Help us help keep you in touch with your dearly departed loved ones.
That is essentially the call being made by Mnquma municipal bosses to families whose loved ones are buried in Butterworth's oldest public cemetery.
On Tuesday municipal spokesperson Loyiso Mpalantshane told the Dispatch they were on a quest to ensure that all graves in the cemetery were properly marked and included in their database.
The cemetery has about 900 graves, including reserved plots.
Some of the oldest graves reportedly date back to the early 1900s.
“We want to compile a reliable tracking list of all graves in the cemetery so that future generations are able to locate their ancestors’ graves many years after their passing on,” Mpalantshane said.
“We will achieve this by placing a grave number next to the name of the person who is buried there.
“We are issuing a clarion call to all those families who buried their loved ones at the town cemetery, particularly the white community who have since left the area of Mnquma post-independence or before the new dispensation to come forward.”
It was reported recently that the local authority had spent R1.4m on closing off the cemetery with a strong palisade fence and a gate with controlled access as a way of protecting the dead from scrap mental scavengers, vandals and criminals who prowled in it in recent years.
Authorities said many of the graves had been vandalised and defaced.
Others had not only been desecrated, but had granite slabs and headstones removed and stolen.
Some of the graves had also been damaged by animals who grazed inside the cemetery, they said.
Mpalantshane confirmed there had been a lot of pillaging by vandals in search of scrap metal in the graves over the years, earning the cemetery a bad reputation as thieves and robbers also used it as a place to hide from the police or to stash stolen loot.
This week, Mpalantshane said the marking of the graves would help ensure the municipality was able to keep track of how much land was still available in the cemetery, so more graves could be dug.
“Though the gravesite is old and nearing capacity, it is still in use because some families bought large plots for future burials.
"[However] if people do not come forward, it means there will be graves which are unaccounted for and it will be a challenge for us to know when the graveyard has reached its maximum capacity and whether its future use should be discontinued.”
He said municipal law enforcement officers now constantly monitored the cemetery, and a guardroom had been built.
Last year, a forum for funeral parlours in Mnquma told the Dispatch the theft of tombstones had reached crisis levels in the area, and it was suspected that funeral parlour owners and those who sold tombstones could be behind the pillaging of tombstones.

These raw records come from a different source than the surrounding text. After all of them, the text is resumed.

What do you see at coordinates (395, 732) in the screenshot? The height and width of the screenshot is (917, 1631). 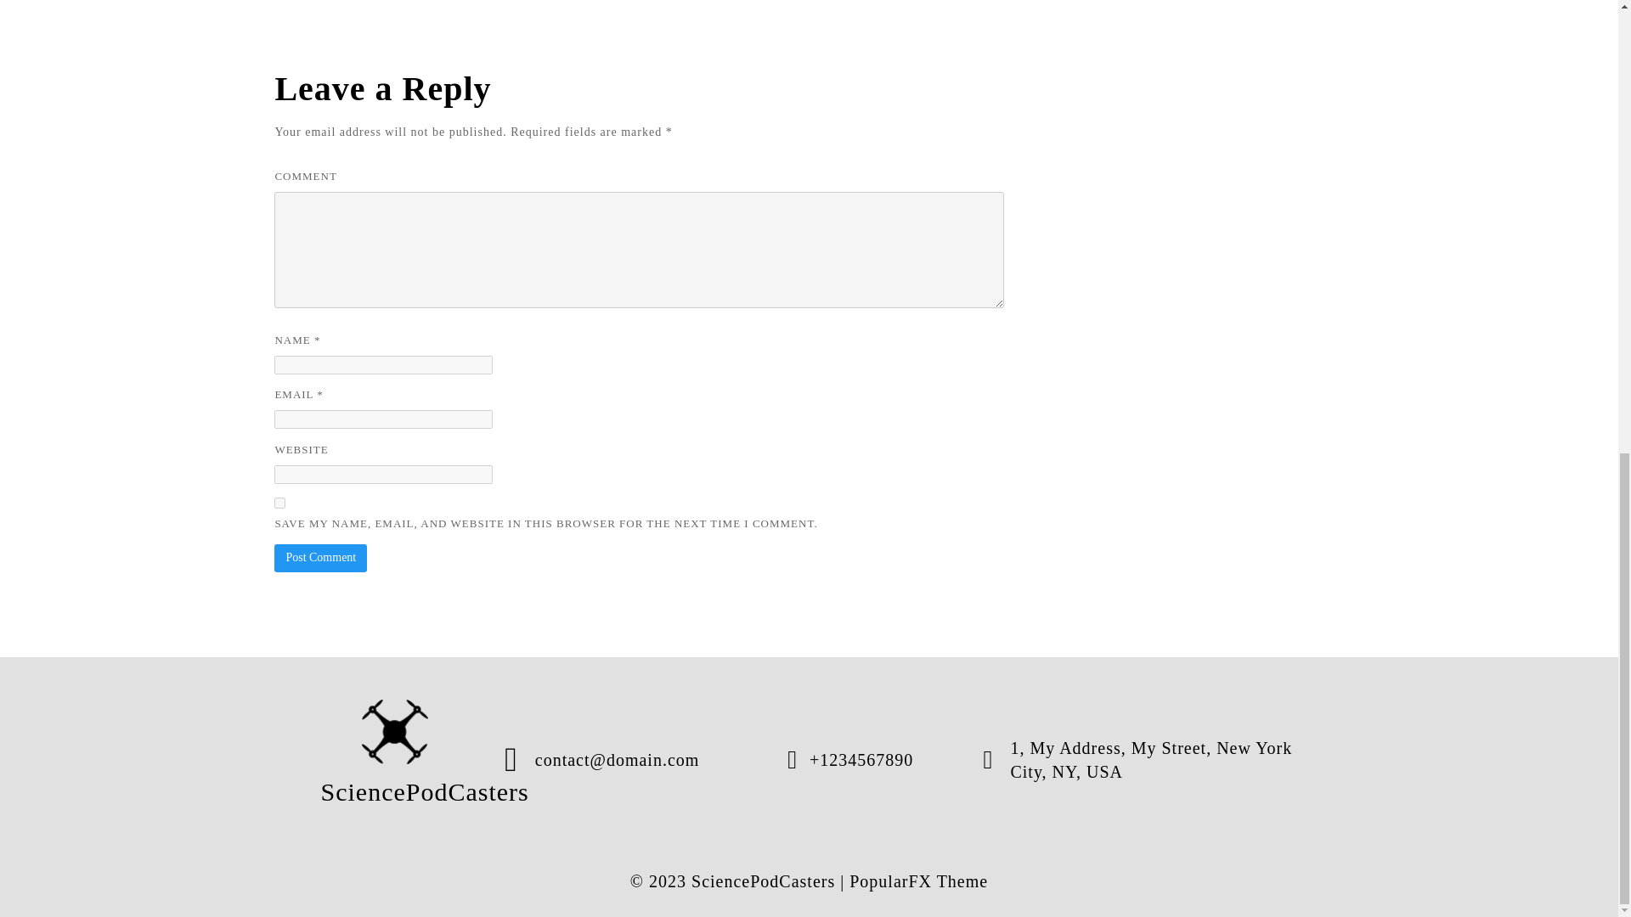 I see `logo` at bounding box center [395, 732].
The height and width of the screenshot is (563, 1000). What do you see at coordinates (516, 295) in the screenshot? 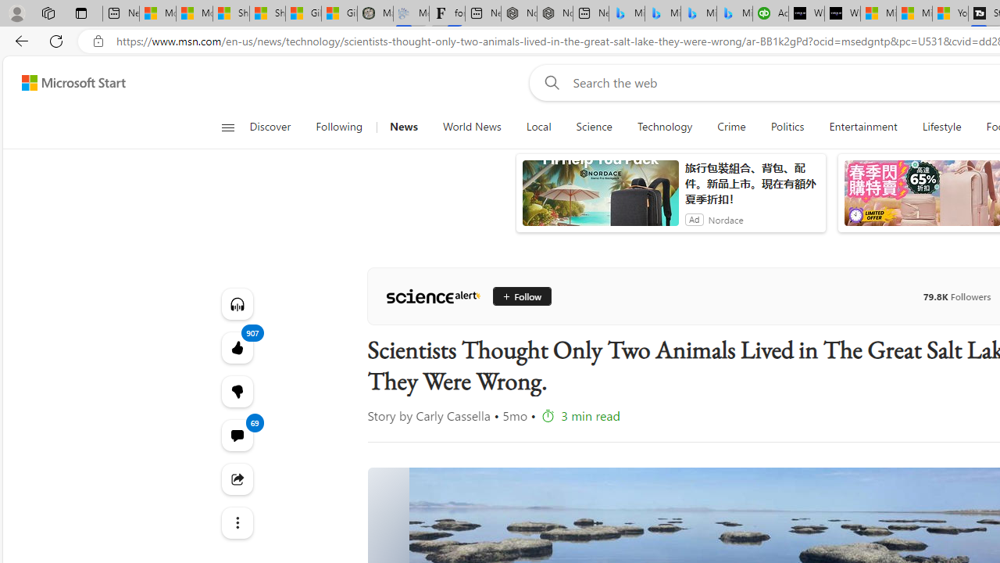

The National African Federated Chamber of Commerce and Industry chair in Mnquma, Zukile Mbelani, was quoted as saying business owners in Butterworth had initiated a project to install security upgrades at the cemetery.
The facility was used mainly by ratepayers who contributed to the municipality’s revenue through taxes and levies.
This week he praised the municipality for maintaining the cemetery.
Daily Dispatch






Would you like to comment on this article?
Sign up (it's quick and free) or sign in now.
Please read our Comment Policy before commenting.